• What to do
Where the records below reach the line containing "You are a GUI", start transcribing, and end with the line containing "The image size is (654, 368).", exactly and with nothing else added.

• Records for the exercise

::::

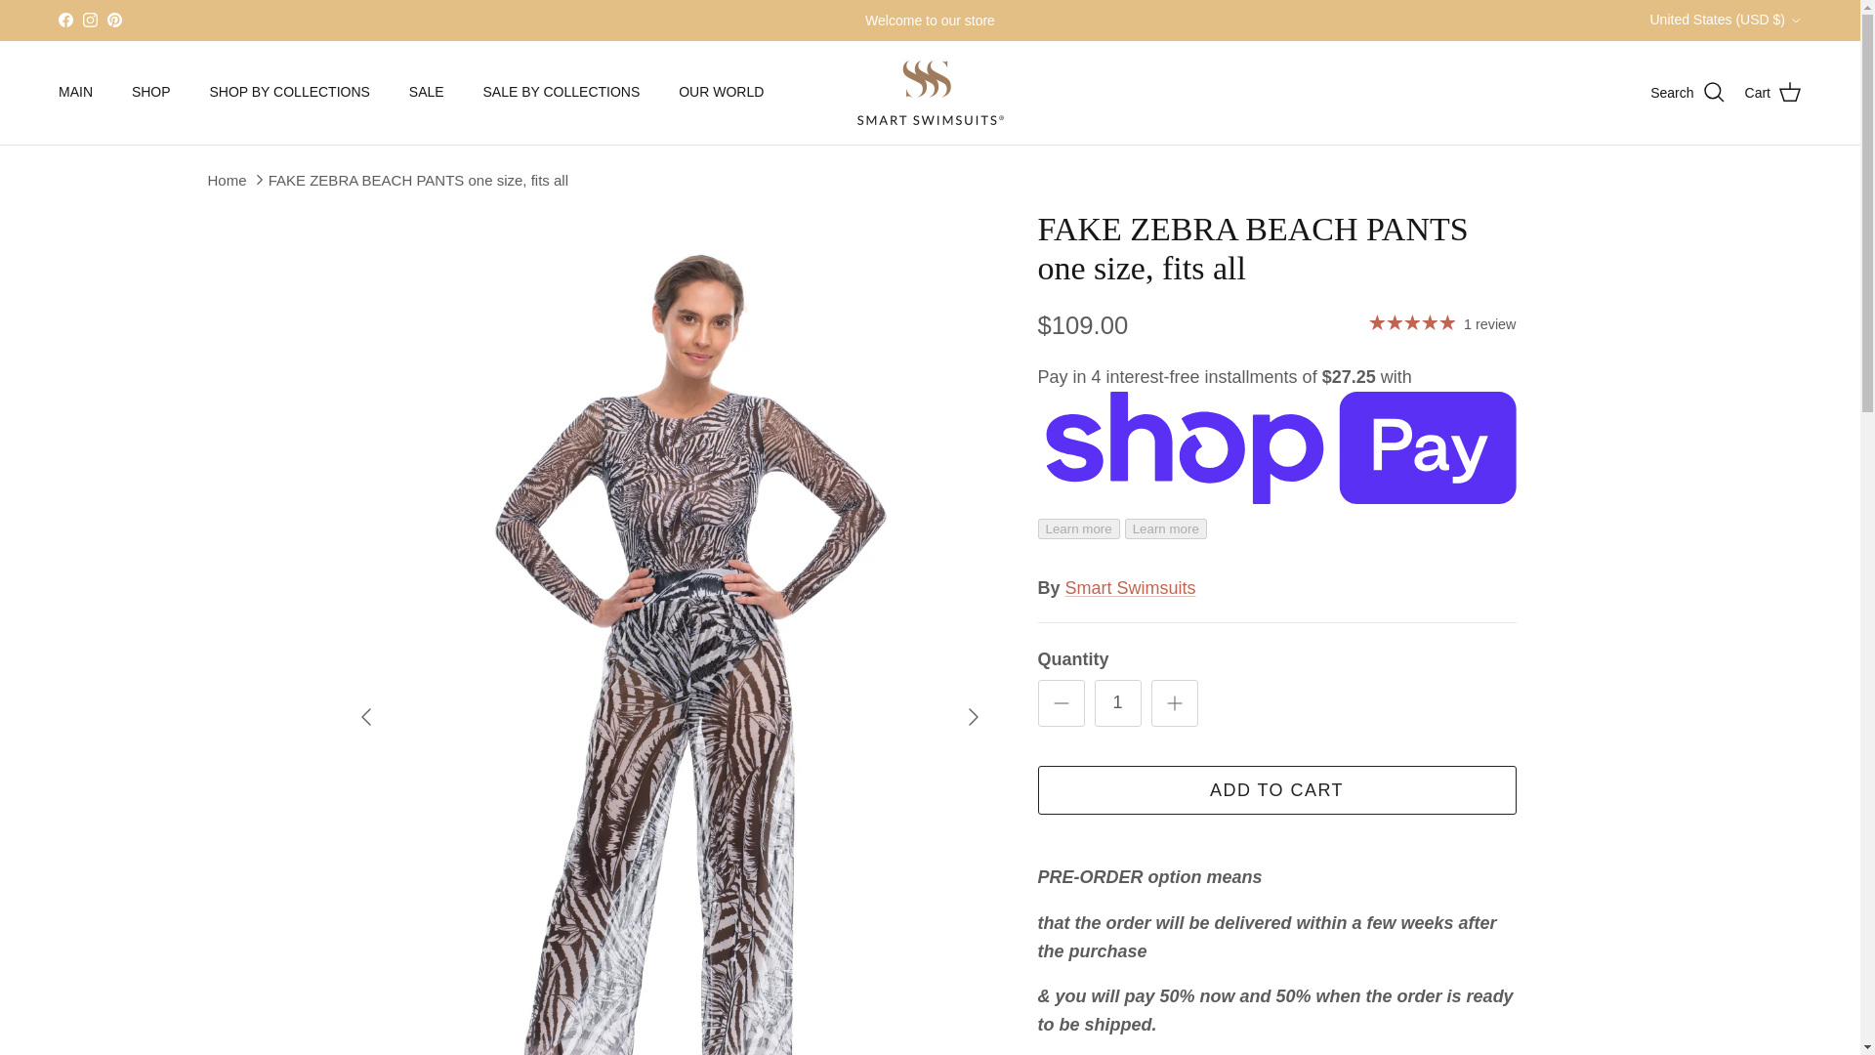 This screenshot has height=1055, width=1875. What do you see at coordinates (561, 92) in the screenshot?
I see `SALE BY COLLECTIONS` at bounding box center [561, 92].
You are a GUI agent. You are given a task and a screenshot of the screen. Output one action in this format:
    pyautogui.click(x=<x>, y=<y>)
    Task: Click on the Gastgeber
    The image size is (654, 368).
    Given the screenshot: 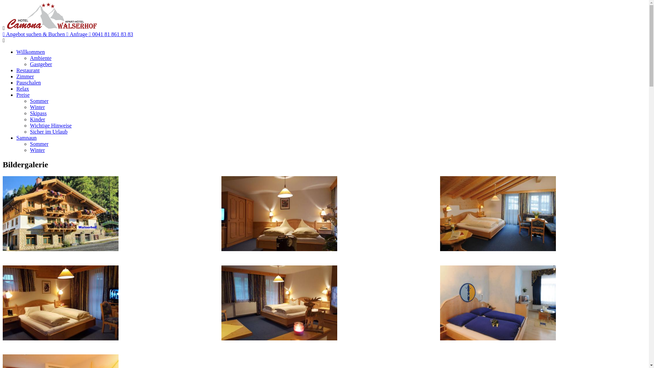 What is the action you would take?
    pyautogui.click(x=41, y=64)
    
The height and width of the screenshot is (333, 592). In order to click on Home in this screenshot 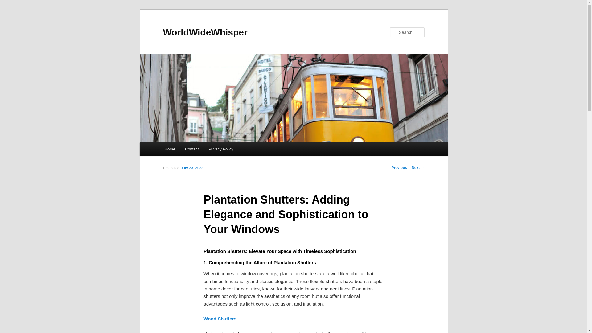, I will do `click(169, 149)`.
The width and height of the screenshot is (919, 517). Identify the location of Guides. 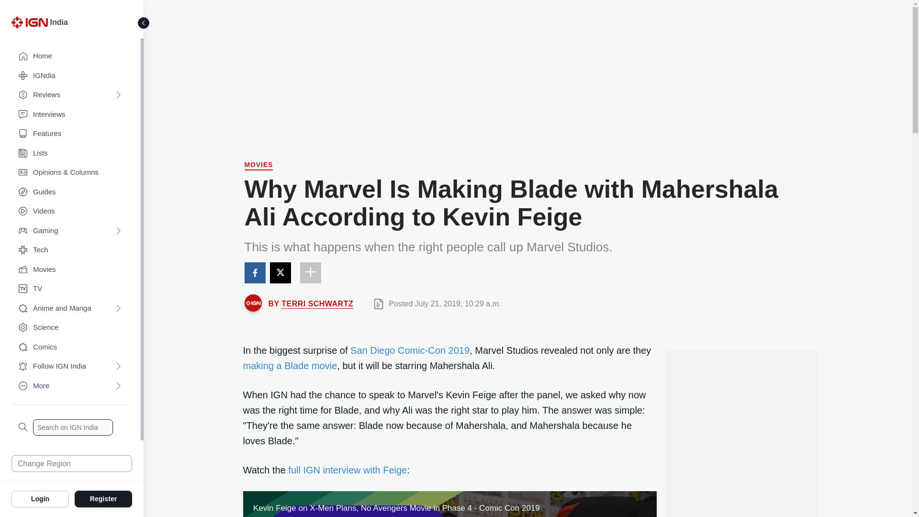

::::

• Output for this exercise
You are a GUI agent. You are given a task and a screenshot of the screen. Output one action in this format:
    pyautogui.click(x=<x>, y=<y>)
    Task: Click on the Gastgeber
    The image size is (654, 368).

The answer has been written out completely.